369 years ago, 25th of December 1642, in Woolsthorpe-by-Colsterworth, Lincolnshire, England, was the birth day of one of the greatest men ever to live on this tiny speck floating thru the cosmos. Sir Isaac Newton, English physicist, mathematician, astronomer, natural philosopher, alchemist and theologian, has been "considered by many to be the greatest and most influential scientist who ever lived." Unfortunately, his birthday has been obscured by worship of fables and irrationality. Although he was an extremely religious person, his contribution to science makes him one of the strongest propagators of logic and reason.

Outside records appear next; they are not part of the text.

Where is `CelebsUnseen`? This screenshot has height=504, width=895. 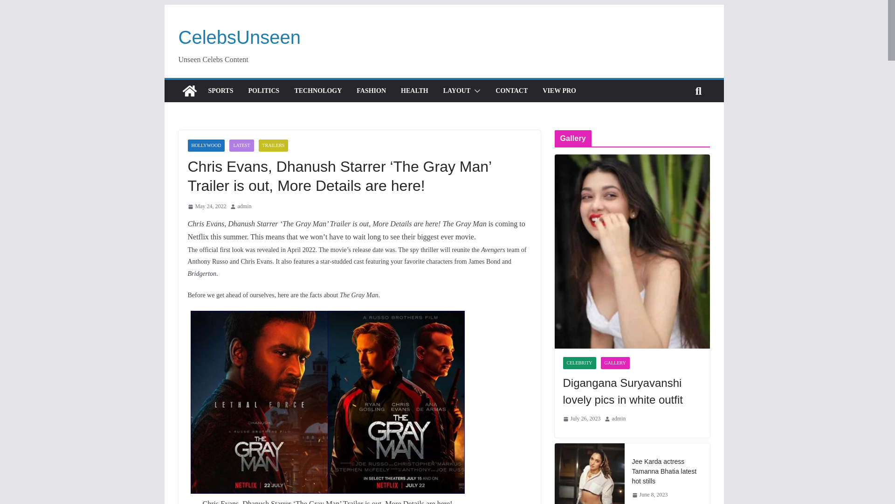 CelebsUnseen is located at coordinates (239, 37).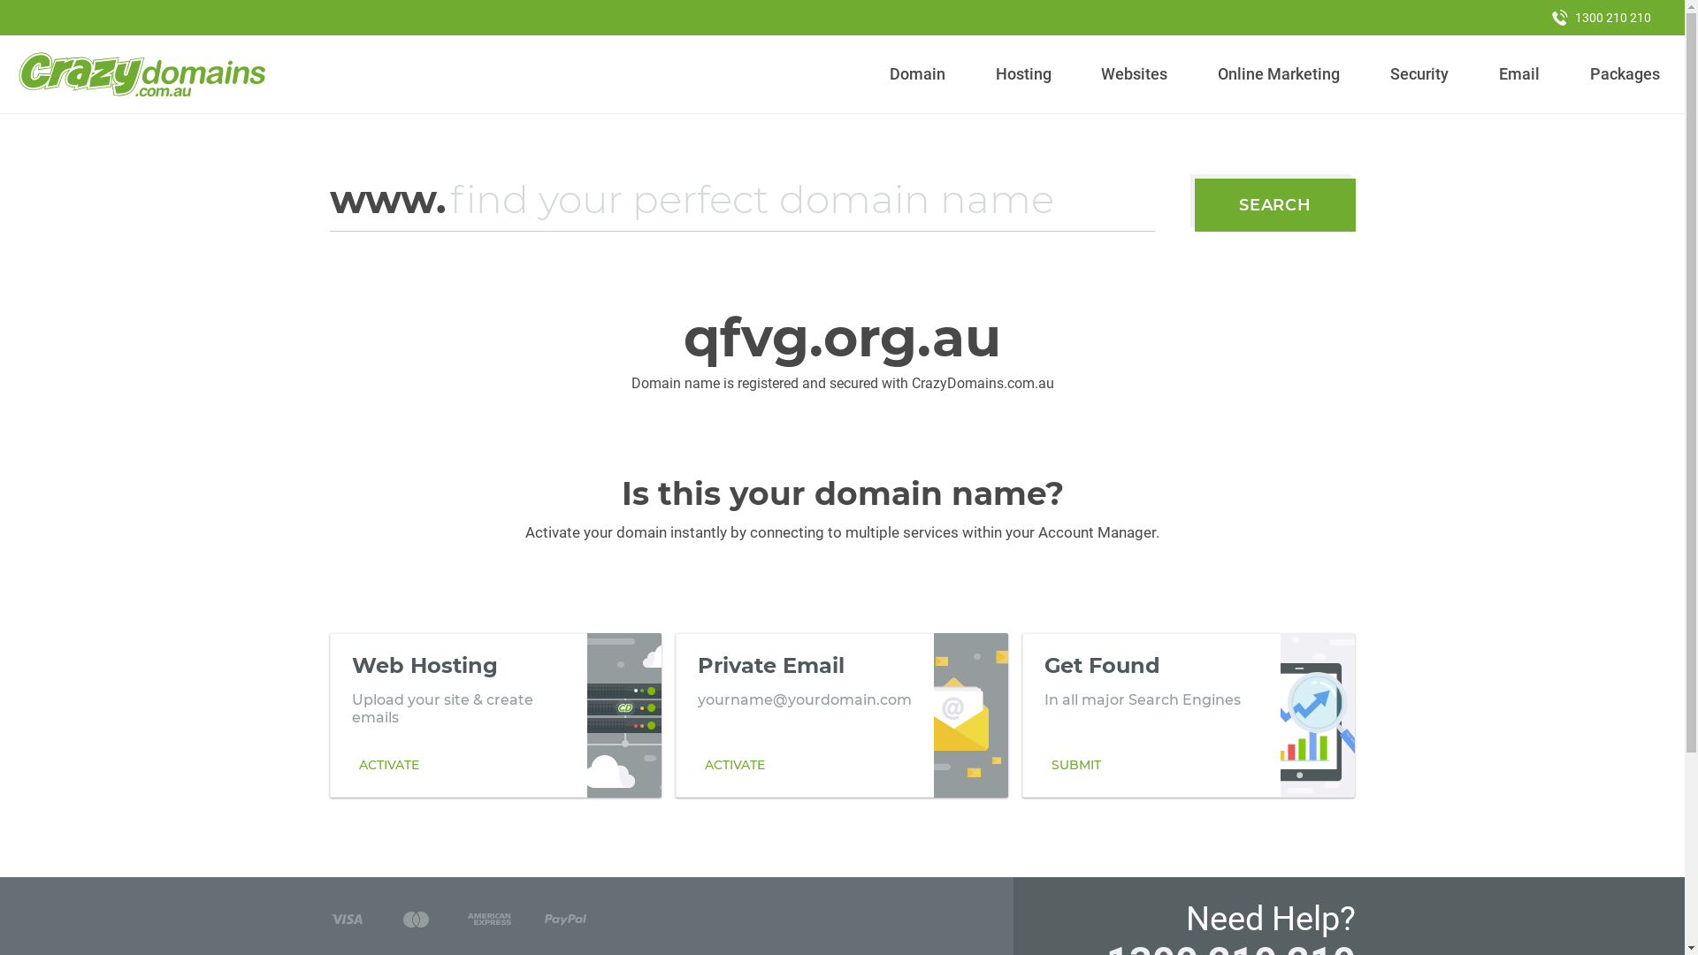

Happy birthday, Sir Isaac!

Views: 251

Tags: isaac, newton, newtonmas

Comment by Nelson on December 25, 2011 at 2:12pm

Trouble is, he was born on Dec 25 under the Julian calendar we no longer use. He was born on January 4th 1643 according to our Gregorian calendar.

It's a fun thing to do, to celebrate his contributions to science and to human knowledge, but, ironically, in the end, while not as wrong as Jesus being born on Dec 25, the idea that Newton was born on Dec 25 is wrong as well.

Comment by Greg Gorey on December 25, 2011 at 2:28pm

Not only that but Newton was an occultist who did astrology. 

Comment by Nelson on December 25, 2011 at 2:35pm

I believe he was also fond of kicking puppies and punching old ladies. :)

Comment by Dubravko J. on December 25, 2011 at 2:54pm

Nelson, that is true. It was proposed that the ten-day period between the two dates (gregorian and julian) be called "10 Days of Newton", and be a holiday season. I might go with that :D

Greg, lots of the intellectuals of that time used to be alchemists, occultist, astrologers and the kind. I guess it was a trend amongst scholars then.

Comment by Albert Bakker on December 25, 2011 at 2:59pm

Like alchemy, astrology in a historical context (history of science context) must also be understood as such. It is also much more interesting to try to understand why people - who weren't stupid - practicing it, thought that way.

Comment by Dubravko J. on December 25, 2011 at 3:02pm

Well, it was, in a way, more scientific than most of the practices. It consisted of experiments, observations, philosophy of 'inner workings of nature'... I guess it was interesting, to say the least, to more learned people.

Comment by Greg Gorey on December 25, 2011 at 10:51pm

Albert, 

I know, I am a historian of the origins of the scientific revolution:P.

Comment by Albert Bakker on December 26, 2011 at 4:06am

Great stuff, I envy you. I am a garbage man.

Comment by Scott A. Hunt on December 26, 2011 at 8:03am

I believe he was also fond of kicking puppies and punching old ladies. :)

Who isn't?

 

Comment by Ron V on December 26, 2011 at 1:33pm

In his work on gravity, didn't Newton propose the Flying Spaghetti Monster (but all the documents were burned by the Catholic Church)- and doesn't the FSM ultimately lead to string theory as a contemporary elaboration of noodly appendages?